Vrconk - Alex Coal - Baldur-s Gate Iii- Shadowh... — Confirmed
The VRConk wasn't just a game anymore. It was a confession. Every decision Alex made now carried the full weight of Shadowheart's trauma. When a young tiefling refugee begged for healing, Alex felt the Sharran doctrine scream No , but her own human heart whispered Yes . She compromised—a half-dose, a flicker of healing light that left the child stable, not saved.
Alex woke gasping on her floor, the headset cracked beside her. She was herself again. Small. Human. Barely five credits to her name.
Alex scrolled past Karlach, past Lae'zel, and landed on the half-elf cleric of Shar. The pale hair, the silver armor, the guarded eyes that held a universe of repressed pain. VRConk - Alex Coal - Baldur-s Gate III- Shadowh...
"Choose your anchor," the AI whispered in her ear.
And in the corner of her vision, a raven watched. The VRConk wasn't just a game anymore
She opened her eyes. Or rather, Shadowheart opened her eyes.
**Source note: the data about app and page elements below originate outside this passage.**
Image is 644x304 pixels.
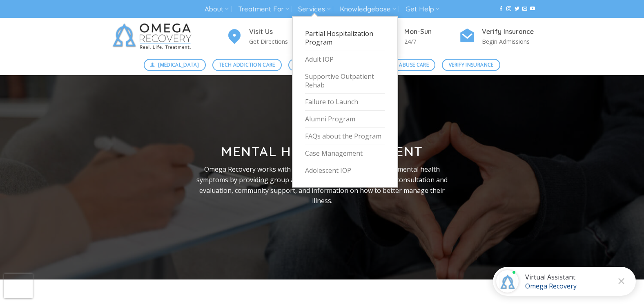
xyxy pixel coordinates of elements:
[369,61,429,69] span: Substance Abuse Care
[482,27,536,37] h4: Verify Insurance
[305,94,385,110] a: Failure to Launch
[221,143,423,160] strong: Mental Health Treatment
[482,37,536,46] p: Begin Admissions
[144,58,206,71] a: [MEDICAL_DATA]
[305,145,385,162] a: Case Management
[305,68,385,94] a: Supportive Outpatient Rehab
[108,18,200,55] img: Omega Recovery
[4,274,32,298] iframe: reCAPTCHA
[238,1,289,17] a: Treatment For
[449,61,494,69] span: Verify Insurance
[406,1,440,17] a: Get Help
[212,58,282,71] a: Tech Addiction Care
[298,1,331,17] a: Services
[219,61,275,69] span: Tech Addiction Care
[305,51,385,68] a: Adult IOP
[204,1,229,17] a: About
[305,110,385,128] a: Alumni Program
[305,162,385,179] a: Adolescent IOP
[404,27,459,37] h4: Mon-Sun
[459,27,536,46] a: Verify Insurance Begin Admissions
[249,37,304,46] p: Get Directions
[515,6,519,12] a: Follow on Twitter
[442,58,500,71] a: Verify Insurance
[190,164,455,206] p: Omega Recovery works with clients to help them manage their mental health symptoms by providing g...
[249,27,304,37] h4: Visit Us
[288,58,356,71] a: Mental Health Care
[404,37,459,46] p: 24/7
[522,6,527,12] a: Send us an email
[305,25,385,51] a: Partial Hospitalization Program
[499,6,503,12] a: Follow on Facebook
[530,6,535,12] a: Follow on YouTube
[226,27,304,46] a: Visit Us Get Directions
[506,6,511,12] a: Follow on Instagram
[362,58,435,71] a: Substance Abuse Care
[158,61,199,69] span: [MEDICAL_DATA]
[340,1,396,17] a: Knowledgebase
[305,128,385,145] a: FAQs about the Program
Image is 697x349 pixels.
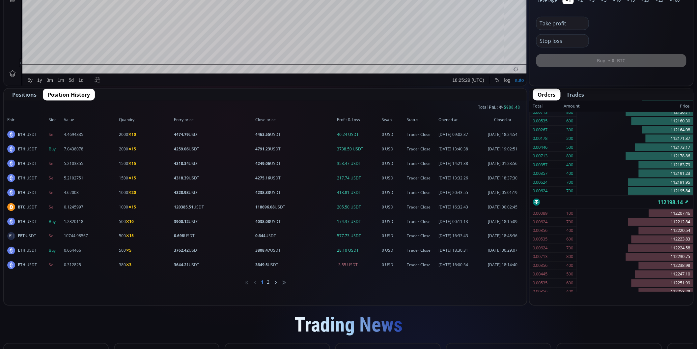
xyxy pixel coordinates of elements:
[174,233,254,239] span: USDT
[174,190,254,195] span: USDT
[538,91,556,99] span: Orders
[56,4,59,9] div: D
[128,161,136,166] b: ✕15
[577,178,693,187] div: 112191.95
[126,233,134,239] b: ✕15
[577,252,693,261] div: 112230.75
[533,287,548,296] div: 0.00356
[567,261,574,270] div: 400
[577,287,693,296] div: 112253.29
[18,204,37,210] span: :USDT
[18,132,37,137] span: :USDT
[482,262,524,268] span: [DATE] 18:14:40
[256,175,336,181] span: USDT
[567,252,574,261] div: 800
[567,169,574,178] div: 400
[67,15,73,21] div: Market open
[482,117,524,123] span: Closed at
[49,132,62,137] span: Sell
[533,161,548,169] div: 0.00357
[256,132,336,137] span: USDT
[567,287,574,296] div: 400
[337,233,380,239] span: 577.73 USDT
[18,233,25,239] b: FET
[49,161,62,166] span: Sell
[482,175,524,181] span: [DATE] 18:37:30
[48,91,90,99] span: Position History
[577,169,693,178] div: 112191.23
[509,262,523,275] div: Toggle Auto Scale
[43,266,49,271] div: 3m
[567,218,574,226] div: 700
[119,161,172,166] span: 1500
[407,233,437,239] span: Trader Close
[49,204,62,210] span: Sell
[577,244,693,253] div: 112224.58
[64,219,117,224] span: 1.2820118
[482,204,524,210] span: [DATE] 00:02:45
[567,161,574,169] div: 400
[295,313,403,337] span: Trading News
[49,146,62,152] span: Buy
[174,262,189,268] b: 3644.21
[407,219,437,224] span: Trader Close
[256,132,271,137] b: 4463.55
[256,204,336,210] span: USDT
[12,91,37,99] span: Positions
[128,132,136,137] b: ✕10
[512,266,520,271] div: auto
[382,248,405,253] span: 0 USD
[174,262,254,268] span: USDT
[439,175,480,181] span: [DATE] 13:32:26
[577,117,693,126] div: 112160.30
[382,204,405,210] span: 0 USD
[256,262,336,268] span: USDT
[577,108,693,117] div: 112156.71
[64,117,117,123] span: Value
[18,146,37,152] span: :USDT
[577,187,693,195] div: 112195.84
[567,91,585,99] span: Trades
[49,219,62,224] span: Buy
[65,266,70,271] div: 5d
[533,152,548,160] div: 0.00713
[337,262,380,268] span: -3.55 USDT
[439,248,480,253] span: [DATE] 18:30:31
[580,102,690,110] div: Price
[447,262,483,275] button: 18:25:29 (UTC)
[533,270,548,279] div: 0.00445
[18,175,37,181] span: :USDT
[577,126,693,134] div: 112164.08
[174,146,189,152] b: 4259.06
[174,146,254,152] span: USDT
[18,161,37,166] span: :USDT
[174,248,189,253] b: 3762.42
[256,146,271,152] b: 4791.23
[49,233,62,239] span: Sell
[88,262,99,275] div: Go to
[256,117,336,123] span: Close price
[407,248,437,253] span: Trader Close
[54,266,60,271] div: 1m
[577,261,693,270] div: 112238.98
[128,175,136,181] b: ✕15
[337,248,380,253] span: 28.10 USDT
[407,132,437,137] span: Trader Close
[119,219,172,224] span: 500
[439,233,480,239] span: [DATE] 16:33:43
[533,143,548,152] div: 0.00446
[126,219,134,224] b: ✕10
[256,190,336,195] span: USDT
[482,219,524,224] span: [DATE] 18:15:09
[567,152,574,160] div: 800
[256,262,268,268] b: 3649.5
[108,16,128,21] div: 112575.27
[439,117,480,123] span: Opened at
[64,161,117,166] span: 5.2103355
[533,134,548,143] div: 0.00178
[32,15,43,21] div: 1D
[256,219,271,224] b: 4038.08
[174,204,254,210] span: USDT
[382,146,405,152] span: 0 USD
[174,219,254,224] span: USDT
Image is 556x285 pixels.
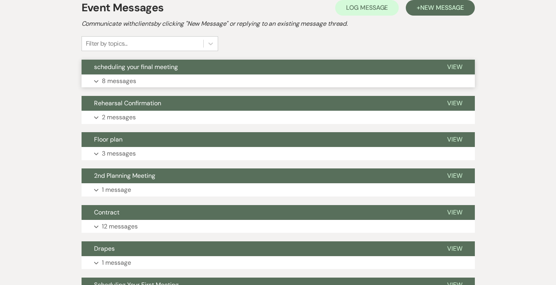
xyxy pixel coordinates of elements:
[82,75,475,88] button: 8 messages
[102,149,136,159] p: 3 messages
[420,4,464,12] span: New Message
[82,111,475,124] button: 2 messages
[447,99,462,107] span: View
[94,135,123,144] span: Floor plan
[94,99,161,107] span: Rehearsal Confirmation
[82,256,475,270] button: 1 message
[435,205,475,220] button: View
[82,147,475,160] button: 3 messages
[435,60,475,75] button: View
[447,172,462,180] span: View
[102,76,136,86] p: 8 messages
[94,208,119,217] span: Contract
[82,220,475,233] button: 12 messages
[435,242,475,256] button: View
[435,169,475,183] button: View
[82,242,435,256] button: Drapes
[435,96,475,111] button: View
[82,19,475,28] h2: Communicate with clients by clicking "New Message" or replying to an existing message thread.
[447,245,462,253] span: View
[82,96,435,111] button: Rehearsal Confirmation
[102,185,131,195] p: 1 message
[82,60,435,75] button: scheduling your final meeting
[435,132,475,147] button: View
[82,169,435,183] button: 2nd Planning Meeting
[346,4,388,12] span: Log Message
[82,183,475,197] button: 1 message
[447,135,462,144] span: View
[447,208,462,217] span: View
[94,245,115,253] span: Drapes
[94,172,155,180] span: 2nd Planning Meeting
[102,258,131,268] p: 1 message
[102,222,138,232] p: 12 messages
[447,63,462,71] span: View
[82,132,435,147] button: Floor plan
[82,205,435,220] button: Contract
[86,39,128,48] div: Filter by topics...
[102,112,136,123] p: 2 messages
[94,63,178,71] span: scheduling your final meeting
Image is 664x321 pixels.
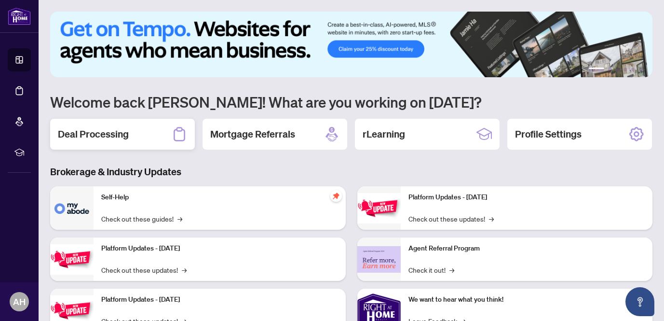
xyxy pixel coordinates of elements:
[408,243,645,254] p: Agent Referral Program
[101,264,187,275] a: Check out these updates!→
[50,244,94,274] img: Platform Updates - September 16, 2025
[449,264,454,275] span: →
[408,264,454,275] a: Check it out!→
[639,67,643,71] button: 6
[408,213,494,224] a: Check out these updates!→
[177,213,182,224] span: →
[50,186,94,229] img: Self-Help
[631,67,635,71] button: 5
[362,127,405,141] h2: rLearning
[608,67,612,71] button: 2
[408,192,645,202] p: Platform Updates - [DATE]
[357,193,401,223] img: Platform Updates - June 23, 2025
[101,213,182,224] a: Check out these guides!→
[50,165,652,178] h3: Brokerage & Industry Updates
[330,190,342,201] span: pushpin
[515,127,581,141] h2: Profile Settings
[8,7,31,25] img: logo
[210,127,295,141] h2: Mortgage Referrals
[489,213,494,224] span: →
[357,246,401,272] img: Agent Referral Program
[408,294,645,305] p: We want to hear what you think!
[616,67,619,71] button: 3
[623,67,627,71] button: 4
[625,287,654,316] button: Open asap
[50,93,652,111] h1: Welcome back [PERSON_NAME]! What are you working on [DATE]?
[58,127,129,141] h2: Deal Processing
[101,243,338,254] p: Platform Updates - [DATE]
[101,192,338,202] p: Self-Help
[101,294,338,305] p: Platform Updates - [DATE]
[13,295,26,308] span: AH
[589,67,604,71] button: 1
[182,264,187,275] span: →
[50,12,652,77] img: Slide 0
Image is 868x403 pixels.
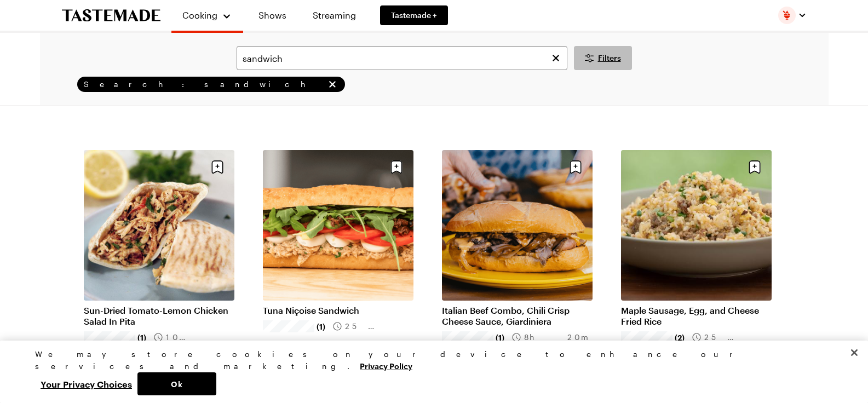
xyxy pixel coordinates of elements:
[138,372,216,395] button: Ok
[778,6,796,24] img: Profile picture
[621,305,772,327] a: Maple Sausage, Egg, and Cheese Fried Rice
[391,10,437,21] span: Tastemade +
[236,46,567,70] input: Search for a Recipe
[207,157,228,177] button: Save recipe
[35,372,138,395] button: Your Privacy Choices
[842,341,866,365] button: Close
[263,305,413,316] a: Tuna Niçoise Sandwich
[574,46,632,70] button: Desktop filters
[565,157,586,177] button: Save recipe
[744,157,764,177] button: Save recipe
[84,305,234,327] a: Sun-Dried Tomato-Lemon Chicken Salad In Pita
[598,53,621,64] span: Filters
[84,79,324,89] span: Search: sandwich
[442,305,592,327] a: Italian Beef Combo, Chili Crisp Cheese Sauce, Giardiniera
[380,6,447,26] a: Tastemade +
[326,78,338,90] button: remove Search: sandwich
[35,348,823,395] div: Privacy
[35,348,823,372] div: We may store cookies on your device to enhance our services and marketing.
[62,9,160,22] a: To Tastemade Home Page
[182,4,232,26] button: Cooking
[550,52,562,64] button: Clear search
[182,10,217,21] span: Cooking
[386,157,407,177] button: Save recipe
[360,360,412,371] a: More information about your privacy, opens in a new tab
[778,6,806,24] button: Profile picture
Alex's hand shook on the Spear of Night. The VRConk's neural feedback made her heart pound with actual adrenaline. She could feel Shadowheart's mother's memory, locked behind the wound in her palm. She could feel the years of indoctrination like rust on a blade. When a young tiefling refugee begged for healing,
Good, she thought, and was surprised by how natural the malice felt. A clean kill.
"I am no one's instrument," Alex said, speaking as herself for the first time in seventeen hours.
Alex Coal adjusted the VRConk rig for the third time. The headset was a sleek, obsidian curve of cutting-edge tech, but its calibration was famously finicky—especially for the new "Origin Sync" update. This wasn't just playing Baldur's Gate III . This was becoming a character.
"Lady Shar watches," a raven croaked from a nearby branch. It wasn't a game asset. It was the VRConk's morality engine, manifesting as a sharp-beaked conscience.